Just keep doing what you do and I’ll keep reading.

There’s an old adage that an ignorant person thinks they know everything but the wise person realizes they know nothing.

And now it’s backup by at least one scientific study:

http://www.sfgate.com/cgi-bin/article.cgi?file=/chronicle/archive/2000/01/18/MN73840.DTL

I hate to disagree but I think that Jeff /is/ an authority on programming, and that this blog is more than ample evidence that this is not necessarily a bad thing.

Certainly he is not a perfect expert, but noone is.

The content of the blogs is more evidence than any number of owned companies or previous projects worked on in my opinion. In fact none of these later things necessarily imply any expertise in the same way as the content of these blogs do, as they directly evidence his expertise.

The desire to achieve the things mentioned is mostly independent of the desire to be a skilled programmer. High profile projects and standards are great things to be a part of, but just like everything else there are probably 10 times as many low grade code monkeys involved than skilled lead developers (who need not be very skilled anyway). As for making a lot of money… all that evidences is greed in my opinion, as I’m sure many of the OSS supporters will agree.

What speaks to me more is that Jeff feels so passionately about programming that he feels he must share his views publicly… and while this may be vanity, I do not believe that is his primary motivation, or else what we would see on coding horror would be a ton of self agrandising posts.

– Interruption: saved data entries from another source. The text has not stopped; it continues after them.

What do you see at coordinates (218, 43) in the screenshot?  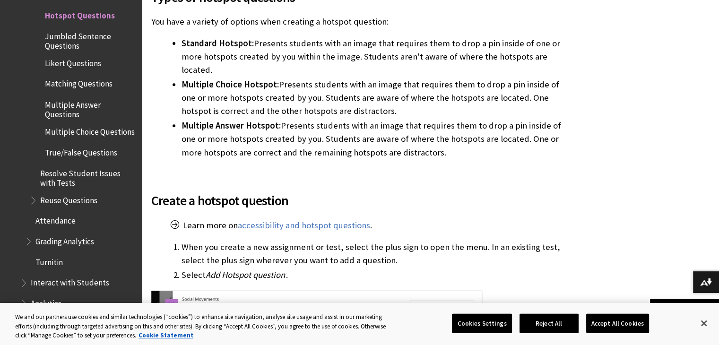 I see `span: Standard Hotspot:` at bounding box center [218, 43].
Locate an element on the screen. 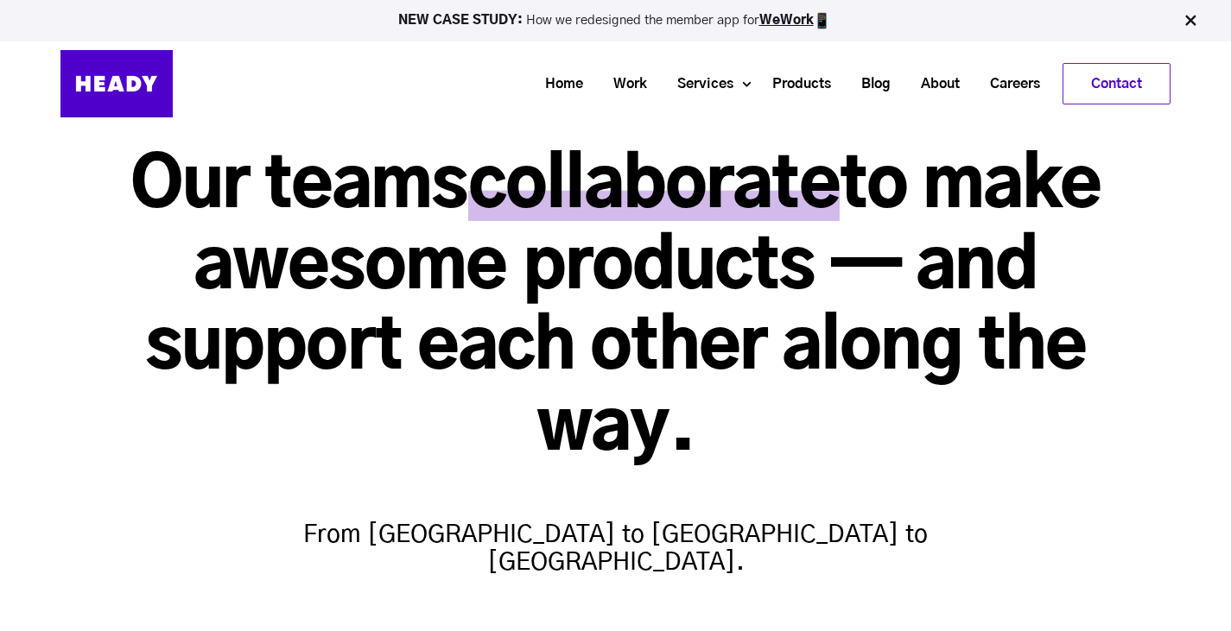 This screenshot has width=1231, height=631. a: Home is located at coordinates (557, 84).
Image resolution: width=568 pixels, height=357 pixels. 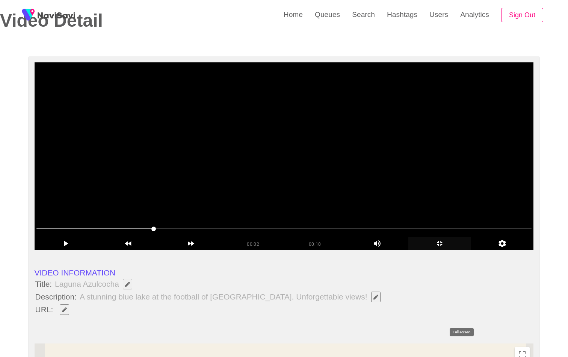 What do you see at coordinates (315, 244) in the screenshot?
I see `span: 00:10` at bounding box center [315, 244].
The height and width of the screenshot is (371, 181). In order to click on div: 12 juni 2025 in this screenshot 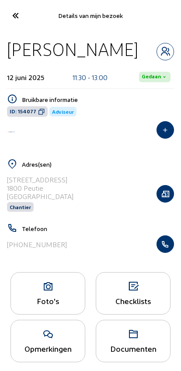, I will do `click(25, 77)`.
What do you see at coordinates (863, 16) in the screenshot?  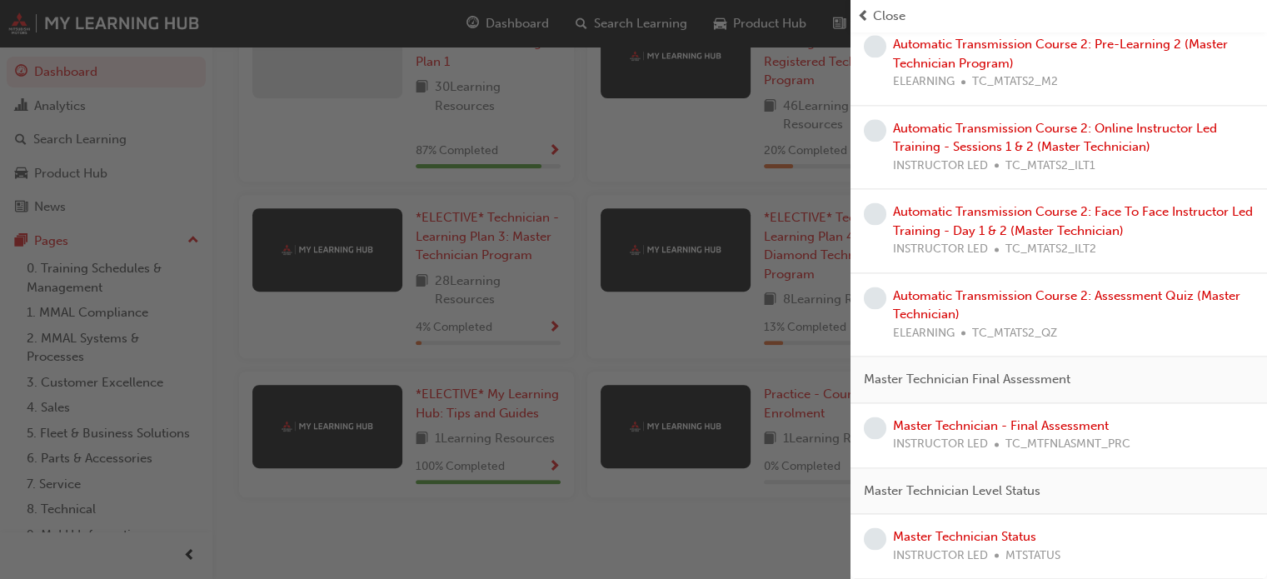 I see `span: prev-icon` at bounding box center [863, 16].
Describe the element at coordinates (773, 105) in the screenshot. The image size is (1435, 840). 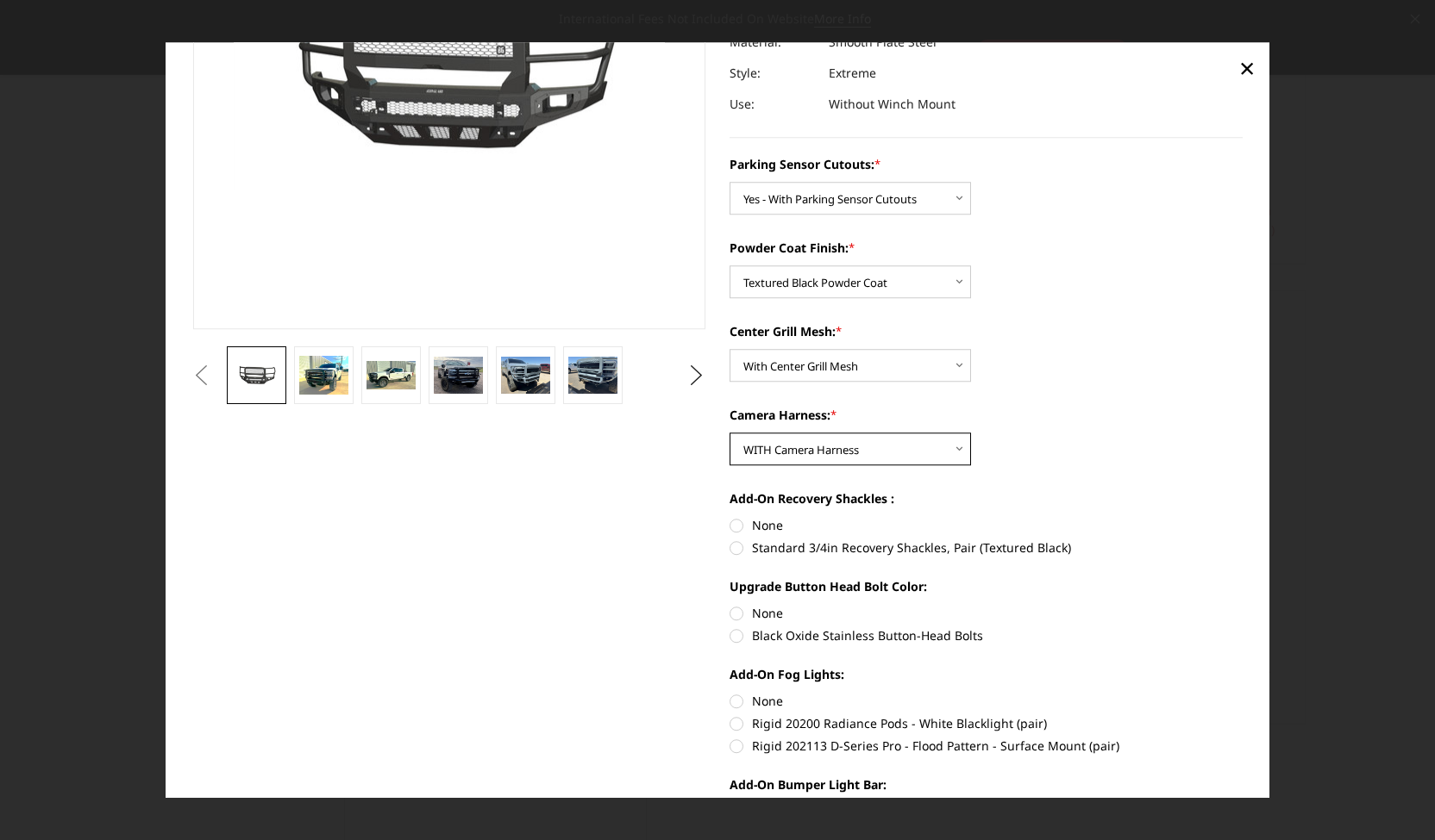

Of course, I have never owned a software company and have never held a job in the software industry. Therefore any of my opinions or logic can be immediately discarded without rationalisation, at least that is the impression that I get most of the time.

Don’t get me wrong though… I am a very bad programmer. Magic numbers and single letter variable names abound. Not to mention all of the permanently unfinished projects. :slight_smile:

"There’s a word for you, Jeff:

You’re a writer. (And a good one.)
Ben on May 30, 2008 07:14 PM "

Cheers to that

Why do I read this blog? It’s not because you’re an expert, or infallible. Heck, I think you are wrong about 50% of the time anyways, which is fine. It’s more that you cover a wide range of little topics that gets me thinking, and even if I disagree with you, I’m better off having thought about why I disagree with you. You are a stimulus, not an expert. And that’s a good thing to have—it gets the brain working, on a variety of topics.

I’ll reiterate what others have said here.

I don’t always agree with you, but you present your case with reason, you have interesting insights even when I don’t agree with your premise, and in general, I find the discussion on your blog interesting and worth reading.

I don’t see how he can say you’re professing to be some kind of expert, you just discuss things as they come to you, and if thinking about your profession out loud is wrong, then I guess he isn’t a very good programmer either. =)

This is much better Jeff but, by concentrating on blogging and realising that you have garnered such a large audience, this must make any of your opinions or statements much more considered. I appreciate the dry humour and occasional cheeky swipe at something, but there are too many people reading your articles who could mistake the manner intended or, worse, adopt it as their own opinion entirely! Take more care to research thoroughly before bringing out any articles similar to the XML or PHP ones again! Your takes on development philosophies are more interesting and thought-provoking.

Well, now that the elephant is in the room. How about some posts that include a bit of code that you are writing for StackOverflow?